ON BLOODLUST AND THE TORTURE OF CRIMINALS….Eugene Volokh, who famously wrote a couple of days ago that he thought it was OK to torture especially heinous criminals before executing them slowly and painfully, has now recanted. Except he hasn’t, really. He conceded even in his original post that his views were too unpopular to ever become law, and his latest post merely concedes that his views are so unpopular that they’d also gum up the criminal justice system. That strikes me as a fairly minimal change in position.

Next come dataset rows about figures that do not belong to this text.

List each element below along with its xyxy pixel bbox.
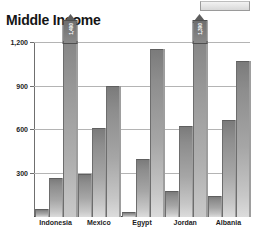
bar-mexico-series-3[interactable]	[106, 86, 119, 217]
bar-slot	[222, 42, 235, 217]
bar-groups: 1,4901,390	[34, 42, 250, 217]
bar-jordan-series-1[interactable]	[165, 191, 178, 217]
bar-slot	[106, 42, 119, 217]
bar-mexico-series-2[interactable]	[92, 128, 105, 217]
plot-area: 3006009001,200 1,4901,390	[34, 42, 250, 217]
bar-slot	[136, 42, 149, 217]
page-title: Middle Income	[6, 12, 101, 28]
bar-slot	[179, 42, 192, 217]
bar-slot	[122, 42, 135, 217]
bar-slot	[78, 42, 91, 217]
off-scale-value-label: 1,490	[67, 23, 73, 35]
bar-albania-series-2[interactable]	[222, 120, 235, 217]
toolbar-chip[interactable]	[200, 1, 250, 11]
bar-albania-series-1[interactable]	[208, 196, 221, 217]
bar-egypt-series-3[interactable]	[150, 49, 163, 217]
bar-albania-series-3[interactable]	[236, 61, 249, 217]
off-scale-value-label: 1,390	[197, 23, 203, 35]
bar-jordan-series-3[interactable]: 1,390	[193, 41, 206, 217]
x-axis-label-indonesia: Indonesia	[34, 219, 77, 226]
bar-slot	[49, 42, 62, 217]
bar-slot: 1,490	[63, 42, 76, 217]
bar-group-indonesia: 1,490	[34, 42, 77, 217]
y-tick-label-300: 300	[16, 170, 28, 177]
bar-slot	[208, 42, 221, 217]
bar-egypt-series-1[interactable]	[122, 212, 135, 217]
x-axis-label-albania: Albania	[207, 219, 250, 226]
bar-group-jordan: 1,390	[164, 42, 207, 217]
bar-slot	[236, 42, 249, 217]
y-tick-label-900: 900	[16, 83, 28, 90]
bar-slot	[92, 42, 105, 217]
bar-indonesia-series-1[interactable]	[35, 209, 48, 217]
bar-jordan-series-2[interactable]	[179, 126, 192, 217]
x-axis-label-mexico: Mexico	[77, 219, 120, 226]
bar-group-egypt	[120, 42, 163, 217]
y-tick-label-1200: 1,200	[10, 39, 28, 46]
bar-slot	[35, 42, 48, 217]
off-scale-marker-icon: 1,490	[63, 14, 78, 44]
bar-group-mexico	[77, 42, 120, 217]
bar-slot	[165, 42, 178, 217]
bar-slot	[150, 42, 163, 217]
chart-root: Middle Income 3006009001,200 1,4901,390 …	[0, 0, 254, 239]
bar-group-albania	[207, 42, 250, 217]
y-tick-label-600: 600	[16, 126, 28, 133]
x-axis-label-jordan: Jordan	[164, 219, 207, 226]
bar-indonesia-series-3[interactable]: 1,490	[63, 41, 76, 217]
bar-mexico-series-1[interactable]	[78, 174, 91, 217]
bar-slot: 1,390	[193, 42, 206, 217]
off-scale-marker-icon: 1,390	[192, 14, 207, 44]
x-axis-label-egypt: Egypt	[120, 219, 163, 226]
bar-egypt-series-2[interactable]	[136, 159, 149, 217]
bar-indonesia-series-2[interactable]	[49, 178, 62, 217]
x-axis-labels: IndonesiaMexicoEgyptJordanAlbania	[34, 219, 250, 226]
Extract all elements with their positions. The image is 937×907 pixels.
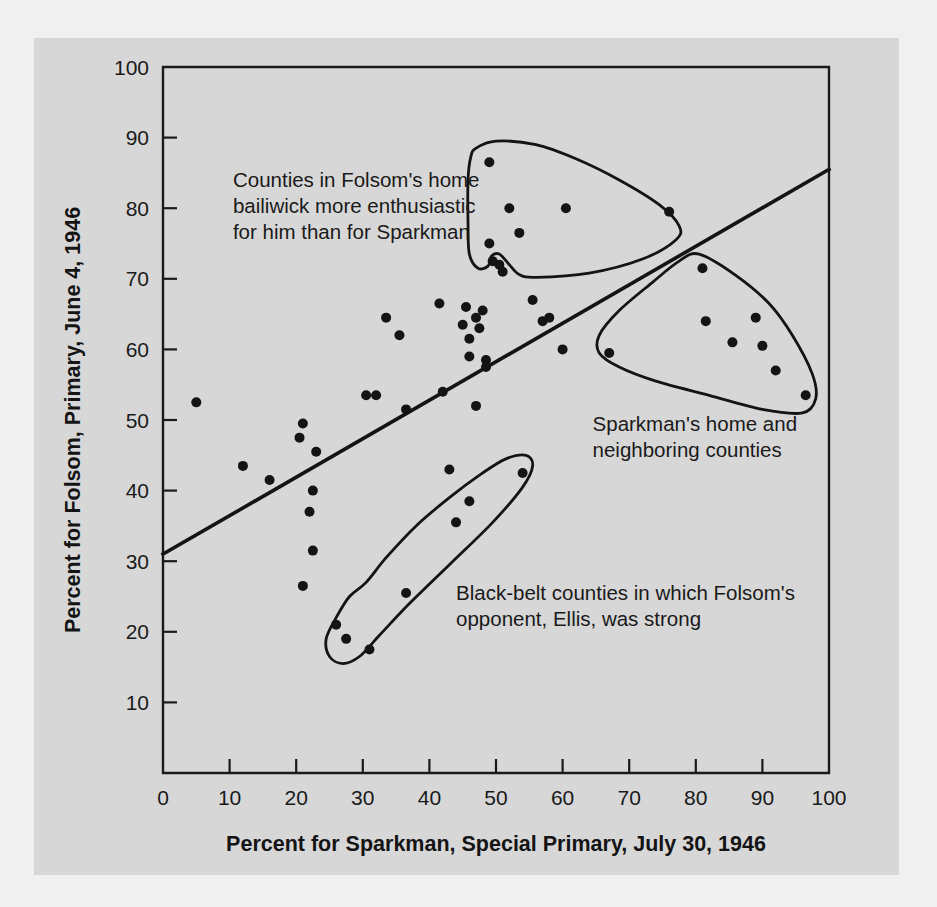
x-tick-label-100: 100 — [811, 786, 846, 809]
data-point — [308, 546, 318, 556]
data-point — [438, 387, 448, 397]
sparkman-home-outline — [597, 253, 817, 413]
y-tick-label-90: 90 — [126, 126, 149, 149]
data-point — [664, 207, 674, 217]
data-point — [528, 295, 538, 305]
data-point — [558, 344, 568, 354]
data-point — [484, 239, 494, 249]
data-point — [341, 634, 351, 644]
black-belt-outline — [326, 455, 533, 664]
y-tick-label-80: 80 — [126, 197, 149, 220]
x-tick-label-0: 0 — [157, 786, 169, 809]
data-point — [331, 620, 341, 630]
figure-root: 0102030405060708090100 10203040506070809… — [0, 0, 937, 907]
x-tick-label-10: 10 — [218, 786, 241, 809]
data-point — [238, 461, 248, 471]
y-tick-label-10: 10 — [126, 691, 149, 714]
y-axis-title: Percent for Folsom, Primary, June 4, 194… — [61, 207, 85, 633]
x-tick-label-50: 50 — [484, 786, 507, 809]
data-point — [298, 581, 308, 591]
x-tick-label-20: 20 — [285, 786, 308, 809]
data-point — [434, 299, 444, 309]
annotation-folsom-bailiwick: Counties in Folsom's homebailiwick more … — [233, 168, 480, 243]
data-point — [481, 362, 491, 372]
y-tick-label-30: 30 — [126, 550, 149, 573]
x-tick-label-90: 90 — [751, 786, 774, 809]
axis-titles: Percent for Sparkman, Special Primary, J… — [61, 207, 766, 856]
x-axis-ticks: 0102030405060708090100 — [157, 759, 846, 809]
data-point — [461, 302, 471, 312]
x-tick-label-30: 30 — [351, 786, 374, 809]
x-tick-label-60: 60 — [551, 786, 574, 809]
data-point — [394, 330, 404, 340]
data-point — [771, 366, 781, 376]
data-point — [265, 475, 275, 485]
data-point — [697, 263, 707, 273]
data-point — [305, 507, 315, 517]
data-point — [471, 401, 481, 411]
data-point — [544, 313, 554, 323]
data-point — [801, 390, 811, 400]
data-point — [458, 320, 468, 330]
data-point — [401, 588, 411, 598]
y-tick-label-100: 100 — [114, 56, 149, 79]
x-tick-label-40: 40 — [418, 786, 441, 809]
folsom-bailiwick-outline — [468, 141, 681, 277]
y-axis-ticks: 1020304050607080901000 — [114, 56, 177, 785]
x-tick-label-80: 80 — [684, 786, 707, 809]
data-point — [604, 348, 614, 358]
data-point — [474, 323, 484, 333]
data-point — [444, 464, 454, 474]
data-point — [401, 404, 411, 414]
annotation-sparkman-home: Sparkman's home andneighboring counties — [593, 412, 797, 461]
data-point — [498, 267, 508, 277]
data-point — [464, 496, 474, 506]
data-point — [484, 157, 494, 167]
data-point — [518, 468, 528, 478]
y-tick-label-50: 50 — [126, 409, 149, 432]
data-point — [364, 644, 374, 654]
data-point — [451, 517, 461, 527]
data-point — [311, 447, 321, 457]
data-point — [757, 341, 767, 351]
y-tick-label-60: 60 — [126, 338, 149, 361]
data-point — [514, 228, 524, 238]
data-point — [727, 337, 737, 347]
y-tick-label-20: 20 — [126, 620, 149, 643]
annotation-black-belt: Black-belt counties in which Folsom'sopp… — [456, 581, 795, 630]
x-axis-title: Percent for Sparkman, Special Primary, J… — [226, 832, 766, 856]
data-point — [295, 433, 305, 443]
data-point — [371, 390, 381, 400]
chart-panel: 0102030405060708090100 10203040506070809… — [34, 38, 899, 875]
y-tick-label-70: 70 — [126, 267, 149, 290]
scatter-chart: 0102030405060708090100 10203040506070809… — [34, 38, 899, 875]
data-point — [504, 203, 514, 213]
data-point — [464, 351, 474, 361]
data-point — [478, 306, 488, 316]
data-point — [701, 316, 711, 326]
data-point — [298, 419, 308, 429]
y-tick-label-40: 40 — [126, 479, 149, 502]
data-point — [751, 313, 761, 323]
data-point — [361, 390, 371, 400]
data-point — [191, 397, 201, 407]
data-point — [381, 313, 391, 323]
x-tick-label-70: 70 — [618, 786, 641, 809]
data-point — [561, 203, 571, 213]
data-point — [308, 486, 318, 496]
data-point — [464, 334, 474, 344]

As it happens, I share Eugene’s caution about slippery slope arguments, and he’s already preempted arguments based on moral intuition, since he figures his are as good as anyone’s and there’s not much point in trying to convince him otherwise. Still, since in principle he continues to think his position is defensible if only he could persuade his fellow citizens to agree with him, I have a boundary question for him: just how far does he think “cruel and unusual” punishment should be allowed to go?

In other words, a hundred lashes, being stabbed by your victim’s brother, and then being slowly hanged before a cheering crowd is OK. But how about being burned at the stake? Or being buried up to your neck in the desert and left for the vultures? Or being kept in a 4×4 foot box and fed moldy bread and rotting meat for the rest of your life?

These are all punishments that have been commonly accepted at various times and places in human history, but aren’t any longer by anyone we consider civilized. And this gets to the heart of the moral intuition question. Aside from material advances, the primary achievement of human civilization ? slow and spotty as it’s been ? has been moral progress: we don’t keep slaves anymore, we don’t execute heretics, and we don’t allow eight-year-olds to work 12-hour days in front of power looms.

But this progress has been tenuous and halting, with our inner demons never far from the surface ? and accepting a reversal in our slow march toward moral improvement is playing with fire: as both recent history and current history demonstrate, the veneer of civilization continues to be mighty thin. We should be working to build up the veneer that protects us from our demons, Eugene, not sand it back down.